New CD release of Sacred Music by Robert Parsons



The Cardinall’s Musick continue their recording success with their latest disc of the music of Robert Parsons.  Most famous for his setting of the Ave Maria, the recording proves that the composer was far from being a one-hit-wonder!

Fabrice Fitch, writing in Gramophone, says “Carwood and his singers make a case for Parsons… it’s worth buying this disc just for this object lesson in word painting….  The Cardinall’s Musick are at their best in this repertoire, and their performances have confidence and authority…  Parsons certainly deserves the hearing that Carwood’s musicians afford us, so this addition to the catalogue is very valuable”.  Editor James Inverne has gone further, making the disc ‘Editor’s Choice’ in the November issue.

In BBC Music Magazine, Kate Bolton give the recording 5 stars, saying: “Having previously explored English polyphony at the extremes of the 16th century – Cornysh, Fayrfax and Ludford at the beginning, Byrd at the end – The Cardinall’s Musick now bridges the gap with the enigmatic mid-century composer Robert Parsons.  He lived through some of the most turbulent years of England’s religious and political history, and his life was tragically cut short when he drowned at a young age.  So, while there are some serene works here, with soaring melismatic lines that hark back to the music of the Eton Choirbook, most of these pieces are sonorously scored for low voices and peppered with bitter dissonances, giving them a dark, plangent quality.  Director Andrew Carwood draws earthy, visceral performances; the ensemble’s virile sound and Parsons’s sinewy polyphony are a far cry from what some critics describe as the ‘whitewashed’, English choral tradition.  Carwood and his singers highlight the inherent drama of Parsons’s style, notably in O bone Jesu, with its changing textures, brilliant canons and expressive dissonances.  The basses resonate magnificently in Peccantem me quotidie, in Holy Lord God Almighty and in the hauntingly austere Libera me, while, by contrast, the monumental Magnificat sounds radiant.  Perhaps the crowning glory of the disc is the final Ave Maria, the slow and poignant unfolding of which echoes long in the memory.  Hyperion’s detailed recording, swathed in the glowing acoustic of the Fitzalan Chapel, Arundel Castle, enhances these seraphic performances.”

Rebecca Taverner from Choir and Organ notes that “the recording has deep perspective and clarity with the sequence of works, mostly scored for low voices, given fluid impassioned readings, with vibrant bass sonorities providing and almost instrumental foundation… tonal beauty, impeccable ensemble and blend”.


Count the lines of the data that have the word "Rates", then report the number without anything else.

*Given records*:
________________________________________

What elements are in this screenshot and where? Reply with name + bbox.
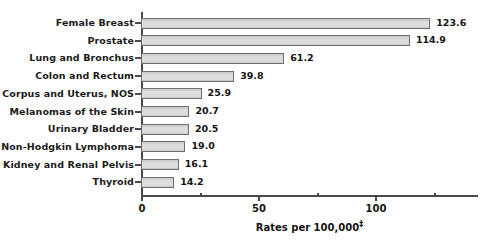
x-axis-title: Rates per 100,000‡ [141, 222, 478, 233]
y-axis-tick [135, 128, 141, 130]
bar-value-label: 61.2 [290, 52, 313, 64]
bar-chart: Female BreastProstateLung and BronchusCo… [0, 0, 483, 242]
x-axis-title-text: Rates per 100,000 [256, 222, 359, 233]
bar-value-label: 19.0 [191, 140, 214, 152]
bar [141, 18, 430, 29]
bar [141, 124, 189, 135]
bar-value-label: 14.2 [180, 176, 203, 188]
plot-area: 123.6114.961.239.825.920.720.519.016.114… [141, 12, 478, 195]
bar [141, 141, 185, 152]
bar [141, 106, 189, 117]
y-axis-tick [135, 40, 141, 42]
bar-value-label: 20.7 [195, 105, 218, 117]
bar [141, 88, 202, 99]
y-axis-category-label: Lung and Bronchus [29, 52, 134, 63]
x-axis-tick-label: 0 [139, 203, 146, 214]
bar-value-label: 20.5 [195, 123, 218, 135]
y-axis-tick [135, 181, 141, 183]
y-axis-category-label: Prostate [87, 35, 134, 46]
y-axis-category-label: Melanomas of the Skin [10, 106, 134, 117]
y-axis-tick [135, 111, 141, 113]
x-axis-tick-label: 50 [252, 203, 266, 214]
y-axis-tick [135, 146, 141, 148]
x-axis-minor-tick [317, 193, 319, 197]
bar-value-label: 39.8 [240, 70, 263, 82]
y-axis-category-label: Female Breast [56, 17, 134, 28]
bar-value-label: 123.6 [436, 17, 466, 29]
bar [141, 35, 410, 46]
y-axis-category-label: Kidney and Renal Pelvis [3, 159, 134, 170]
x-axis-major-tick [375, 195, 377, 201]
bar [141, 71, 234, 82]
bar-value-label: 25.9 [208, 87, 231, 99]
y-axis-tick [135, 75, 141, 77]
bar-value-label: 16.1 [185, 158, 208, 170]
x-axis-minor-tick [200, 193, 202, 197]
y-axis-tick [135, 93, 141, 95]
y-axis-category-labels: Female BreastProstateLung and BronchusCo… [0, 0, 134, 242]
x-axis-line [141, 195, 478, 197]
x-axis-minor-tick [434, 193, 436, 197]
footnote-mark: ‡ [359, 220, 363, 229]
y-axis-tick [135, 164, 141, 166]
y-axis-category-label: Corpus and Uterus, NOS [2, 88, 134, 99]
y-axis-category-label: Non-Hodgkin Lymphoma [1, 141, 134, 152]
y-axis-category-label: Thyroid [93, 176, 134, 187]
x-axis-tick-label: 100 [366, 203, 387, 214]
bar [141, 53, 284, 64]
x-axis-major-tick [141, 195, 143, 201]
y-axis-category-label: Urinary Bladder [48, 123, 134, 134]
bar [141, 177, 174, 188]
bar-value-label: 114.9 [416, 34, 446, 46]
bar [141, 159, 179, 170]
y-axis-tick [135, 57, 141, 59]
y-axis-category-label: Colon and Rectum [35, 70, 134, 81]
y-axis-tick [135, 22, 141, 24]
x-axis-major-tick [258, 195, 260, 201]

________________________________________

*Solution for this task*: 2